How to use wizard to identify an unknown GPIO signal

Use the global wizard command to monitor a GPIO and detect whether the pin looks digital, analog, clock-like or active.

GPIO signal measurement trace.
Wizard is a quick signal triage tool for unknown pins.

Wiring View

BP signalGPIOGNDBP GND
Generated from the wiring summary: to BP.
Step 1

Commands

These commands are documented as global or quick-start commands.

Result

What it means

If the command returns the expected output, the firmware and terminal session are ready for the next workflow.

Troubleshooting

  • If the signal is always high, check pull-ups or idle state.
  • If nothing changes, try a slower action on the target device.
  • If the result looks like a clock, switch to a protocol or logic capture workflow.

Next steps

  • Try the same workflow on a known safe pin or target.
  • Save the useful command as a note or alias.
  • Move to the protocol-specific recipe once the basics work.

GPIO wizard FAQ

What does the wizard tell me about an unknown pin?

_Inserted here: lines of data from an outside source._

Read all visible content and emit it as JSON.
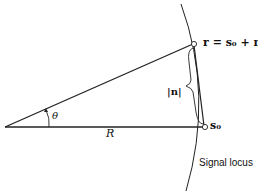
{
  "diagram": {
    "labels": {
      "r_point": "r = s₀ + n",
      "s0_point": "s₀",
      "noise_magnitude": "|n|",
      "angle": "θ",
      "radius": "R",
      "signal_locus": "Signal locus"
    },
    "colors": {
      "line": "#222222",
      "background": "#ffffff"
    }
  }
}
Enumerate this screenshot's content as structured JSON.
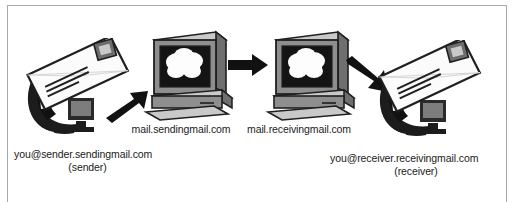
{
  "diagram": {
    "colors": {
      "frame_border": "#a8a8a8",
      "background": "#ffffff",
      "text": "#1a1a1a",
      "arrow": "#111111",
      "monitor_bezel": "#8e8e8e",
      "monitor_bezel_light": "#c9c9c9",
      "monitor_bezel_dark": "#5e5e5e",
      "screen": "#141414",
      "cloud": "#fdfdfd",
      "envelope_face": "#fbfbfb",
      "envelope_edge": "#1f1f1f",
      "dark_computer": "#1c1c1c",
      "stamp": "#6d6d6d"
    },
    "nodes": [
      {
        "id": "sender-endpoint",
        "icon": "envelope-over-computer",
        "address": "you@sender.sendingmail.com",
        "role": "(sender)"
      },
      {
        "id": "sending-server",
        "icon": "server-monitor-cloud",
        "label": "mail.sendingmail.com"
      },
      {
        "id": "receiving-server",
        "icon": "server-monitor-cloud",
        "label": "mail.receivingmail.com"
      },
      {
        "id": "receiver-endpoint",
        "icon": "envelope-over-computer",
        "address": "you@receiver.receivingmail.com",
        "role": "(receiver)"
      }
    ],
    "arrows": [
      {
        "id": "arrow-sender-to-sending-server",
        "direction": "up-right"
      },
      {
        "id": "arrow-sending-to-receiving-server",
        "direction": "right"
      },
      {
        "id": "arrow-receiving-server-to-receiver",
        "direction": "down-right"
      }
    ]
  }
}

It helps triage whether a pin looks idle, digital, analog-like, clock-like or active. It is a discovery tool, not a full protocol decoder.

Why should wizard be used before driving a pin?

Wizard is observational. It helps you avoid driving a line that is already an output, pulled to an unexpected level, or actively changing on the target board.

What should I do after wizard finds activity?

Move to a focused DIO measurement, logic trace or protocol-specific recipe. Wizard narrows the search; the next tool should confirm timing, voltage and meaning.